An Ottawa judge has decided to allow handwriting evidence likened by a prosecutor to the "smoking gun" in the case against accused terrorist bomber and Ottawa university professor Hassan Diab.
The French say Diab was a key player in a terrorist bombing outside a Paris synagogue in 1980 and want the Lebanon-born Canadian citizen to stand trial in Paris for murder and attempted murder.
Based on witness statements taken shortly after the bombing, it is more or less accepted that the man who signed into a Paris hotel using the false name Alexander Panadriyu was the person who planted the bomb in a motorcycle saddlebag outside the synagogue.
Police compared that hotel card signature with Diab's writing on mid-1990s United States government documents and it is those comparisons that are the centre of the handwriting analysis argument.
Canada's extradition law tells judges to accept evidence provided by foreign governments more or less at face value unless it's manifestly unreliable — an extradition proceeding is not a full trial, the argument goes, and it's only at a full trial that evidence can be properly examined.

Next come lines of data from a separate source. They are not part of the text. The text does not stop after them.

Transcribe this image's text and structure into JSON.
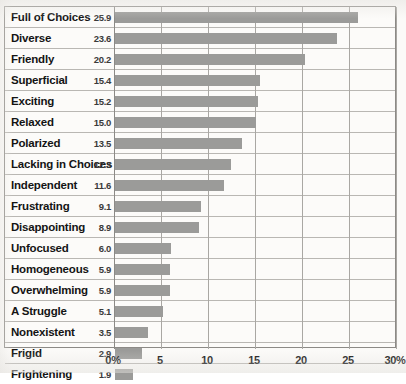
{
  "chart_data": {
    "type": "bar",
    "orientation": "horizontal",
    "title": "",
    "subtitle": "",
    "xlabel": "",
    "ylabel": "",
    "xlim": [
      0,
      30
    ],
    "grid": true,
    "legend": null,
    "value_suffix": "%",
    "tick_labels": [
      "0%",
      "5",
      "10",
      "15",
      "20",
      "25",
      "30%"
    ],
    "ticks": [
      0,
      5,
      10,
      15,
      20,
      25,
      30
    ],
    "categories": [
      "Full of Choices",
      "Diverse",
      "Friendly",
      "Superficial",
      "Exciting",
      "Relaxed",
      "Polarized",
      "Lacking in Choices",
      "Independent",
      "Frustrating",
      "Disappointing",
      "Unfocused",
      "Homogeneous",
      "Overwhelming",
      "A Struggle",
      "Nonexistent",
      "Frigid",
      "Frightening"
    ],
    "values": [
      25.9,
      23.6,
      20.2,
      15.4,
      15.2,
      15.0,
      13.5,
      12.3,
      11.6,
      9.1,
      8.9,
      6.0,
      5.9,
      5.9,
      5.1,
      3.5,
      2.9,
      1.9
    ],
    "value_labels": [
      "25.9",
      "23.6",
      "20.2",
      "15.4",
      "15.2",
      "15.0",
      "13.5",
      "12.3",
      "11.6",
      "9.1",
      "8.9",
      "6.0",
      "5.9",
      "5.9",
      "5.1",
      "3.5",
      "2.9",
      "1.9"
    ],
    "colors": {
      "bar": "#9b9b99",
      "gridline": "#a9a7a3",
      "frame": "#8c8a86",
      "rowline": "#b9b7b3",
      "background": "#fcfbf9",
      "text": "#141414"
    }
  }
}
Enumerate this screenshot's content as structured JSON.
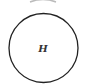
{
  "diagram": {
    "type": "node",
    "nodes": [
      {
        "id": "H",
        "label": "H",
        "shape": "circle"
      }
    ],
    "partial_nodes_cut_off": [
      {
        "position": "top",
        "visible": "bottom edge of circle arc"
      }
    ],
    "colors": {
      "stroke": "#222222",
      "label": "#333333",
      "background": "#ffffff",
      "faded_arc": "#bbbbbb"
    }
  }
}
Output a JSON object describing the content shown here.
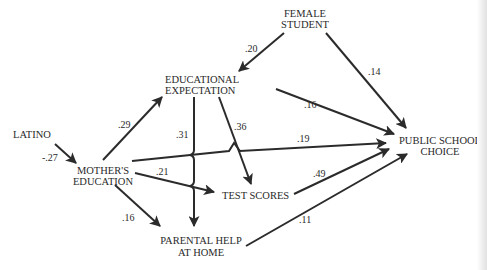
{
  "diagram": {
    "type": "path-model",
    "nodes": {
      "female_student": [
        "FEMALE",
        "STUDENT"
      ],
      "educational_expectation": [
        "EDUCATIONAL",
        "EXPECTATION"
      ],
      "latino": [
        "LATINO"
      ],
      "mothers_education": [
        "MOTHER'S",
        "EDUCATION"
      ],
      "test_scores": [
        "TEST SCORES"
      ],
      "parental_help": [
        "PARENTAL HELP",
        "AT HOME"
      ],
      "public_school_choice": [
        "PUBLIC SCHOOL",
        "CHOICE"
      ]
    },
    "edges": [
      {
        "from": "Female Student",
        "to": "Educational Expectation",
        "coef": ".20"
      },
      {
        "from": "Female Student",
        "to": "Public School Choice",
        "coef": ".14"
      },
      {
        "from": "Educational Expectation",
        "to": "Public School Choice",
        "coef": ".16"
      },
      {
        "from": "Mother's Education",
        "to": "Educational Expectation",
        "coef": ".29"
      },
      {
        "from": "Educational Expectation",
        "to": "Parental Help at Home",
        "coef": ".31"
      },
      {
        "from": "Educational Expectation",
        "to": "Test Scores",
        "coef": ".36"
      },
      {
        "from": "Latino",
        "to": "Mother's Education",
        "coef": "-.27"
      },
      {
        "from": "Mother's Education",
        "to": "Public School Choice",
        "coef": ".19"
      },
      {
        "from": "Mother's Education",
        "to": "Test Scores",
        "coef": ".21"
      },
      {
        "from": "Test Scores",
        "to": "Public School Choice",
        "coef": ".49"
      },
      {
        "from": "Mother's Education",
        "to": "Parental Help at Home",
        "coef": ".16"
      },
      {
        "from": "Parental Help at Home",
        "to": "Public School Choice",
        "coef": ".11"
      }
    ]
  },
  "coefs": {
    "fs_ee": ".20",
    "fs_psc": ".14",
    "ee_psc": ".16",
    "me_ee": ".29",
    "ee_ph": ".31",
    "ee_ts": ".36",
    "lat_me": "-.27",
    "me_psc": ".19",
    "me_ts": ".21",
    "ts_psc": ".49",
    "me_ph": ".16",
    "ph_psc": ".11"
  }
}
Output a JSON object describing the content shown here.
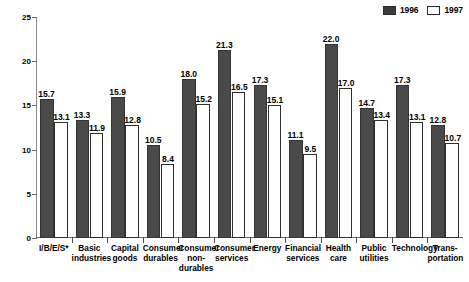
{
  "legend": {
    "position": "top-right",
    "entries": [
      {
        "label": "1996",
        "swatch": "fill-dark",
        "color": "#4a4a4a"
      },
      {
        "label": "1997",
        "swatch": "fill-light",
        "color": "#ffffff"
      }
    ]
  },
  "chart_data": {
    "type": "bar",
    "title": "",
    "subtitle": "",
    "xlabel": "",
    "ylabel": "",
    "ylim": [
      0,
      25
    ],
    "yticks": [
      0,
      5,
      10,
      15,
      20,
      25
    ],
    "grid": false,
    "legend_position": "top-right",
    "categories": [
      "I/B/E/S*",
      "Basic\nindustries",
      "Capital\ngoods",
      "Consumer\ndurables",
      "Consumer\nnon-\ndurables",
      "Consumer\nservices",
      "Energy",
      "Financial\nservices",
      "Health\ncare",
      "Public\nutilities",
      "Technology",
      "Trans-\nportation"
    ],
    "series": [
      {
        "name": "1996",
        "values": [
          15.7,
          13.3,
          15.9,
          10.5,
          18.0,
          21.3,
          17.3,
          11.1,
          22.0,
          14.7,
          17.3,
          12.8
        ]
      },
      {
        "name": "1997",
        "values": [
          13.1,
          11.9,
          12.8,
          8.4,
          15.2,
          16.5,
          15.1,
          9.5,
          17.0,
          13.4,
          13.1,
          10.7
        ]
      }
    ],
    "value_labels": {
      "1996": [
        "15.7",
        "13.3",
        "15.9",
        "10.5",
        "18.0",
        "21.3",
        "17.3",
        "11.1",
        "22.0",
        "14.7",
        "17.3",
        "12.8"
      ],
      "1997": [
        "13.1",
        "11.9",
        "12.8",
        "8.4",
        "15.2",
        "16.5",
        "15.1",
        "9.5",
        "17.0",
        "13.4",
        "13.1",
        "10.7"
      ]
    },
    "ytick_labels": [
      "0",
      "5",
      "10",
      "15",
      "20",
      "25"
    ]
  }
}
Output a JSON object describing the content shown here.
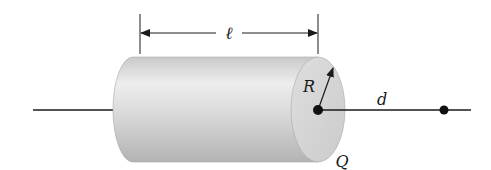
{
  "diagram": {
    "labels": {
      "length": "ℓ",
      "radius": "R",
      "distance": "d",
      "charge": "Q"
    },
    "colors": {
      "line": "#1a1a1a",
      "cylinder_light": "#ececec",
      "cylinder_mid": "#d2d2d2",
      "cylinder_dark": "#b4b4b4",
      "end_cap": "#d6d6d6"
    }
  }
}
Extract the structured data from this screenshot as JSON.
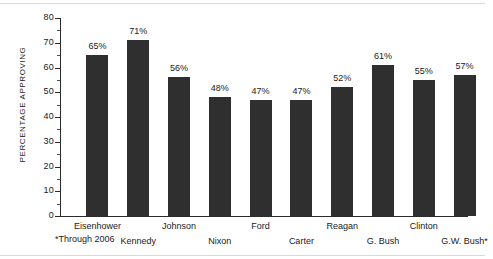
{
  "chart_data": {
    "type": "bar",
    "title": "",
    "subtitle": "",
    "xlabel": "",
    "ylabel": "PERCENTAGE APPROVING",
    "ylim": [
      0,
      80
    ],
    "ytick_step": 10,
    "yticks": [
      "0",
      "10",
      "20",
      "30",
      "40",
      "50",
      "60",
      "70",
      "80"
    ],
    "grid": false,
    "legend": false,
    "bar_color": "#2f2f2f",
    "axis_color": "#2b2b2b",
    "categories": [
      "Eisenhower",
      "Kennedy",
      "Johnson",
      "Nixon",
      "Ford",
      "Carter",
      "Reagan",
      "G. Bush",
      "Clinton",
      "G.W. Bush*"
    ],
    "values": [
      65,
      71,
      56,
      48,
      47,
      47,
      52,
      61,
      55,
      57
    ],
    "data_labels": [
      "65%",
      "71%",
      "56%",
      "48%",
      "47%",
      "47%",
      "52%",
      "61%",
      "55%",
      "57%"
    ],
    "annotations": [
      "*Through 2006"
    ]
  },
  "footnote": "*Through 2006"
}
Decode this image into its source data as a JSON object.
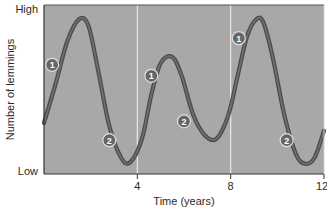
{
  "chart_data": {
    "type": "line",
    "title": "",
    "xlabel": "Time (years)",
    "ylabel": "Number of lemmings",
    "xlim": [
      0,
      12
    ],
    "ylim": [
      0,
      1
    ],
    "y_tick_labels": [
      {
        "value": 1,
        "label": "High"
      },
      {
        "value": 0,
        "label": "Low"
      }
    ],
    "x_ticks": [
      4,
      8,
      12
    ],
    "x_tick_labels": [
      "4",
      "8",
      "12"
    ],
    "vertical_gridlines": [
      4,
      8
    ],
    "grid": false,
    "legend": "none",
    "series": [
      {
        "name": "Lemming population",
        "x": [
          0,
          0.5,
          1.0,
          1.5,
          1.9,
          2.3,
          2.8,
          3.3,
          3.7,
          4.2,
          4.6,
          5.0,
          5.5,
          5.9,
          6.4,
          6.9,
          7.4,
          7.9,
          8.3,
          8.7,
          9.1,
          9.4,
          9.8,
          10.3,
          10.8,
          11.2,
          11.6,
          12
        ],
        "values": [
          0.3,
          0.55,
          0.82,
          0.96,
          0.92,
          0.65,
          0.28,
          0.08,
          0.05,
          0.2,
          0.48,
          0.68,
          0.72,
          0.6,
          0.35,
          0.22,
          0.2,
          0.35,
          0.6,
          0.85,
          0.96,
          0.94,
          0.72,
          0.35,
          0.1,
          0.04,
          0.08,
          0.25
        ]
      }
    ],
    "annotations": [
      {
        "label": "1",
        "x": 0.35,
        "y": 0.67
      },
      {
        "label": "2",
        "x": 2.8,
        "y": 0.19
      },
      {
        "label": "1",
        "x": 4.6,
        "y": 0.6
      },
      {
        "label": "2",
        "x": 6.0,
        "y": 0.31
      },
      {
        "label": "1",
        "x": 8.35,
        "y": 0.84
      },
      {
        "label": "2",
        "x": 10.4,
        "y": 0.19
      }
    ],
    "colors": {
      "plot_background": "#a8a8a8",
      "curve": "#6e6e6e",
      "curve_edge": "#4a4a4a",
      "gridline": "#e8e8e8",
      "marker_fill": "#666666",
      "marker_text": "#ffffff"
    }
  }
}
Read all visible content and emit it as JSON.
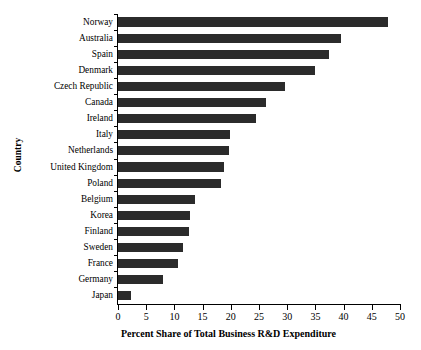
{
  "chart_data": {
    "type": "bar",
    "orientation": "horizontal",
    "title": "",
    "xlabel": "Percent Share of Total Business R&D Expenditure",
    "ylabel": "Country",
    "xlim": [
      0,
      50
    ],
    "xticks": [
      0,
      5,
      10,
      15,
      20,
      25,
      30,
      35,
      40,
      45,
      50
    ],
    "grid": false,
    "legend": null,
    "bar_color": "#2b2b2b",
    "categories": [
      "Norway",
      "Australia",
      "Spain",
      "Denmark",
      "Czech Republic",
      "Canada",
      "Ireland",
      "Italy",
      "Netherlands",
      "United Kingdom",
      "Poland",
      "Belgium",
      "Korea",
      "Finland",
      "Sweden",
      "France",
      "Germany",
      "Japan"
    ],
    "values": [
      47.9,
      39.6,
      37.4,
      35.0,
      29.6,
      26.3,
      24.5,
      19.8,
      19.6,
      18.8,
      18.2,
      13.7,
      12.7,
      12.5,
      11.6,
      10.7,
      7.9,
      2.3
    ]
  }
}
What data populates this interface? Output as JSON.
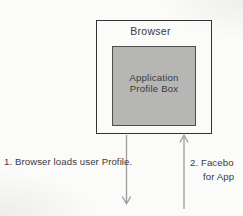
{
  "diagram": {
    "browser_label": "Browser",
    "profile_box_label": "Application Profile Box",
    "annotations": {
      "step1": "1. Browser loads user Profile.",
      "step2_line1": "2. Facebo",
      "step2_line2": "for App"
    },
    "arrows": [
      {
        "name": "down-arrow",
        "direction": "down",
        "from": "browser-box"
      },
      {
        "name": "up-arrow",
        "direction": "up",
        "to": "browser-box"
      }
    ]
  },
  "colors": {
    "background": "#fbfbfa",
    "outer_box_border": "#333333",
    "profile_box_fill": "#b6b6b5",
    "profile_box_border": "#4e4e4e",
    "arrow": "#9b9b9b",
    "text": "#3a3a3a"
  }
}
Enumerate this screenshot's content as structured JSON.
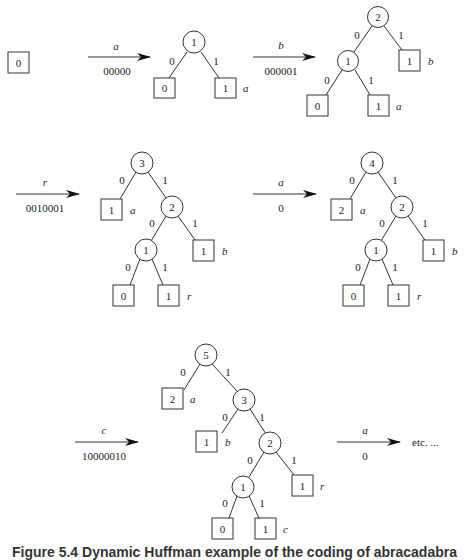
{
  "figure": {
    "caption": "Figure 5.4   Dynamic Huffman example of the coding of abracadabra",
    "etc_label": "etc. ..."
  },
  "initial_tree": {
    "leaf_weight": "0"
  },
  "transitions": [
    {
      "symbol": "a",
      "code": "00000"
    },
    {
      "symbol": "b",
      "code": "000001"
    },
    {
      "symbol": "r",
      "code": "0010001"
    },
    {
      "symbol": "a",
      "code": "0"
    },
    {
      "symbol": "c",
      "code": "10000010"
    },
    {
      "symbol": "a",
      "code": "0"
    }
  ],
  "edge_labels": {
    "left": "0",
    "right": "1"
  },
  "trees": [
    {
      "root": "1",
      "leaves": [
        {
          "weight": "0",
          "symbol": ""
        },
        {
          "weight": "1",
          "symbol": "a"
        }
      ]
    },
    {
      "root": "2",
      "internal": [
        "1"
      ],
      "leaves": [
        {
          "weight": "0",
          "symbol": ""
        },
        {
          "weight": "1",
          "symbol": "a"
        },
        {
          "weight": "1",
          "symbol": "b"
        }
      ]
    },
    {
      "root": "3",
      "internal": [
        "2",
        "1"
      ],
      "leaves": [
        {
          "weight": "1",
          "symbol": "a"
        },
        {
          "weight": "1",
          "symbol": "b"
        },
        {
          "weight": "0",
          "symbol": ""
        },
        {
          "weight": "1",
          "symbol": "r"
        }
      ]
    },
    {
      "root": "4",
      "internal": [
        "2",
        "1"
      ],
      "leaves": [
        {
          "weight": "2",
          "symbol": "a"
        },
        {
          "weight": "1",
          "symbol": "b"
        },
        {
          "weight": "0",
          "symbol": ""
        },
        {
          "weight": "1",
          "symbol": "r"
        }
      ]
    },
    {
      "root": "5",
      "internal": [
        "3",
        "2",
        "1"
      ],
      "leaves": [
        {
          "weight": "2",
          "symbol": "a"
        },
        {
          "weight": "1",
          "symbol": "b"
        },
        {
          "weight": "1",
          "symbol": "r"
        },
        {
          "weight": "0",
          "symbol": ""
        },
        {
          "weight": "1",
          "symbol": "c"
        }
      ]
    }
  ]
}
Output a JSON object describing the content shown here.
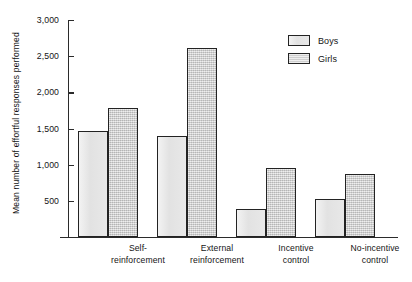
{
  "chart_data": {
    "type": "bar",
    "title": "",
    "subtitle": "",
    "xlabel": "",
    "ylabel": "Mean number of effortful responses performed",
    "categories": [
      "Self-\nreinforcement",
      "External\nreinforcement",
      "Incentive\ncontrol",
      "No-incentive\ncontrol"
    ],
    "category_lines": [
      [
        "Self-",
        "reinforcement"
      ],
      [
        "External",
        "reinforcement"
      ],
      [
        "Incentive",
        "control"
      ],
      [
        "No-incentive",
        "control"
      ]
    ],
    "series": [
      {
        "name": "Boys",
        "values": [
          1460,
          1390,
          390,
          530
        ]
      },
      {
        "name": "Girls",
        "values": [
          1780,
          2620,
          960,
          870
        ]
      }
    ],
    "ylim": [
      0,
      3000
    ],
    "yticks": [
      500,
      1000,
      1500,
      2000,
      2500,
      3000
    ],
    "ytick_labels": [
      "500",
      "1,000",
      "1,500",
      "2,000",
      "2,500",
      "3,000"
    ],
    "grid": false,
    "legend_position": "top-right",
    "colors": {
      "boys_fill": "#e7e7e7",
      "girls_fill": "#cfcfcf",
      "bar_outline": "#232323",
      "axis": "#2b2b2b",
      "text": "#141414",
      "background": "#ffffff"
    }
  },
  "legend": {
    "entries": [
      {
        "label": "Boys",
        "swatch": "boys-swatch"
      },
      {
        "label": "Girls",
        "swatch": "girls-swatch"
      }
    ]
  }
}
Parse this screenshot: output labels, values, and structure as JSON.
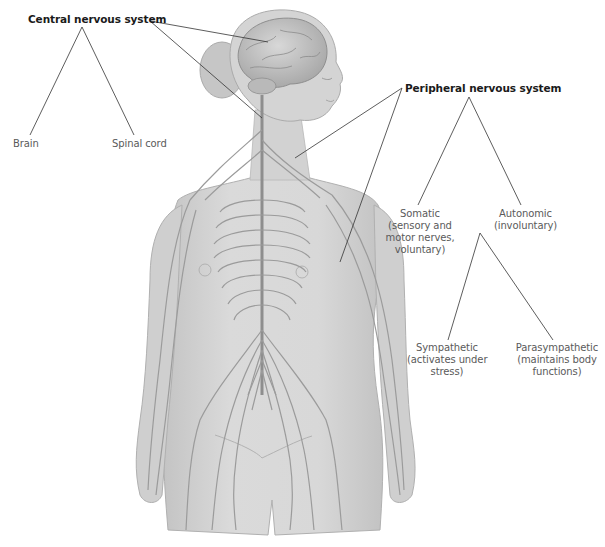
{
  "diagram": {
    "central": {
      "label": "Central nervous system",
      "children": [
        {
          "label": "Brain"
        },
        {
          "label": "Spinal cord"
        }
      ]
    },
    "peripheral": {
      "label": "Peripheral nervous system",
      "children": [
        {
          "label": "Somatic",
          "lines": [
            "Somatic",
            "(sensory and",
            "motor nerves,",
            "voluntary)"
          ]
        },
        {
          "label": "Autonomic",
          "lines": [
            "Autonomic",
            "(involuntary)"
          ],
          "children": [
            {
              "label": "Sympathetic",
              "lines": [
                "Sympathetic",
                "(activates under",
                "stress)"
              ]
            },
            {
              "label": "Parasympathetic",
              "lines": [
                "Parasympathetic",
                "(maintains body",
                "functions)"
              ]
            }
          ]
        }
      ]
    },
    "colors": {
      "skin": "#d6d6d6",
      "skin_shade": "#bdbdbd",
      "nerve": "#9a9a9a",
      "leader_line": "#333333",
      "bold_text": "#1a1a1a",
      "text": "#5a5a5a"
    }
  }
}
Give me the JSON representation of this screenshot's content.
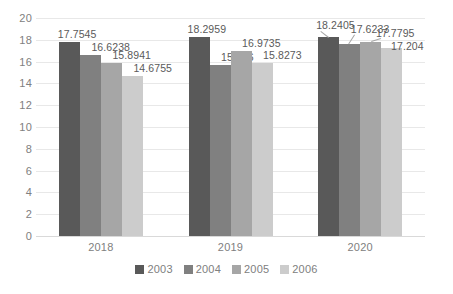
{
  "chart_data": {
    "type": "bar",
    "title": "",
    "subtitle": "",
    "xlabel": "",
    "ylabel": "",
    "categories": [
      "2018",
      "2019",
      "2020"
    ],
    "series": [
      {
        "name": "2003",
        "color": "#595959",
        "values": [
          17.7545,
          18.2959,
          18.2405
        ]
      },
      {
        "name": "2004",
        "color": "#808080",
        "values": [
          16.6238,
          15.676,
          17.6233
        ]
      },
      {
        "name": "2005",
        "color": "#a6a6a6",
        "values": [
          15.8941,
          16.9735,
          17.7795
        ]
      },
      {
        "name": "2006",
        "color": "#cccccc",
        "values": [
          14.6755,
          15.8273,
          17.204
        ]
      }
    ],
    "data_labels": [
      [
        "17.7545",
        "16.6238",
        "15.8941",
        "14.6755"
      ],
      [
        "18.2959",
        "15.676",
        "16.9735",
        "15.8273"
      ],
      [
        "18.2405",
        "17.6233",
        "17.7795",
        "17.204"
      ]
    ],
    "ylim": [
      0,
      20
    ],
    "ytick_step": 2,
    "yticks": [
      "20",
      "18",
      "16",
      "14",
      "12",
      "10",
      "8",
      "6",
      "4",
      "2",
      "0"
    ],
    "grid": true,
    "grid_color": "#e8e8e8",
    "legend_position": "bottom",
    "background_color": "#ffffff",
    "axis_text_color": "#808080",
    "label_text_color": "#5a5a5a"
  },
  "legend": {
    "items": [
      {
        "label": "2003",
        "color": "#595959"
      },
      {
        "label": "2004",
        "color": "#808080"
      },
      {
        "label": "2005",
        "color": "#a6a6a6"
      },
      {
        "label": "2006",
        "color": "#cccccc"
      }
    ]
  }
}
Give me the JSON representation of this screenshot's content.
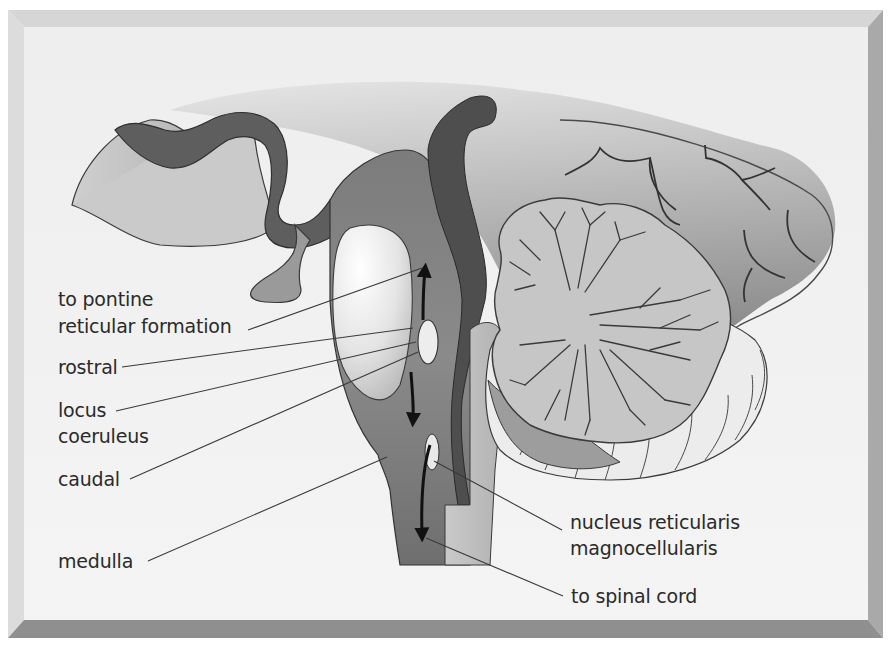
{
  "diagram": {
    "type": "anatomical-sagittal-brainstem",
    "colors": {
      "background": "#f2f2f2",
      "frame_light": "#d8d8d8",
      "frame_mid": "#bdbdbd",
      "frame_dark": "#9a9a9a",
      "brainstem_dark": "#6e6e6e",
      "brainstem_mid": "#8a8a8a",
      "cerebellum": "#c4c4c4",
      "cerebellum_white": "#efefef",
      "outline": "#3a3a3a",
      "label_text": "#2a2a2a"
    },
    "labels": {
      "pontine_line1": "to pontine",
      "pontine_line2": "reticular formation",
      "rostral": "rostral",
      "locus_line1": "locus",
      "locus_line2": "coeruleus",
      "caudal": "caudal",
      "medulla": "medulla",
      "nucleus_line1": "nucleus reticularis",
      "nucleus_line2": "magnocellularis",
      "spinal": "to spinal cord"
    },
    "arrows": [
      {
        "name": "ascending-to-pons",
        "direction": "up"
      },
      {
        "name": "descending-from-lc",
        "direction": "down"
      },
      {
        "name": "descending-to-spinal-cord",
        "direction": "down"
      }
    ]
  }
}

Diab's lawyer Don Bayne had sought to have the handwriting evidence excluded from his extradition proceeding on the grounds that the expert the French authorities relied upon had done an improper job comparing the old sample and the new one.
In his decision, Ontario Superior Court Justice Robert Maranger said he found the French handwriting evidence "problematic" and "confusing" with "suspect conclusions," but it would violate the Extradition Act if he imposed Canadian standards of evidence admissability to foreign evidence.
Maranger also said the three competing opinions by defence handwriting experts about the reliability of the French expert Anne Bisotti's conclusions were a matter for trial and not the extradition hearing.
"When all is said and done, I find that the evidence amounted to very strong competing inferences which demonstrate some serious weaknesses in the Bisotti report but in truth fell short of a finding of manifest unreliability," said Maranger.
"While I find the Bisotti report very problematic, very confusing, with conclusions that are suspect, I cannot say that it should be rejected out of hand based on the expert evidence," he added.
Even though he didn't grant Diab's request to exclude the evidence, Maranger said there was some merit to the "forceful and compelling" arguments by Diab's lawyer, Bayne, that "flawed methodology results in manifestly unreliable conclusions."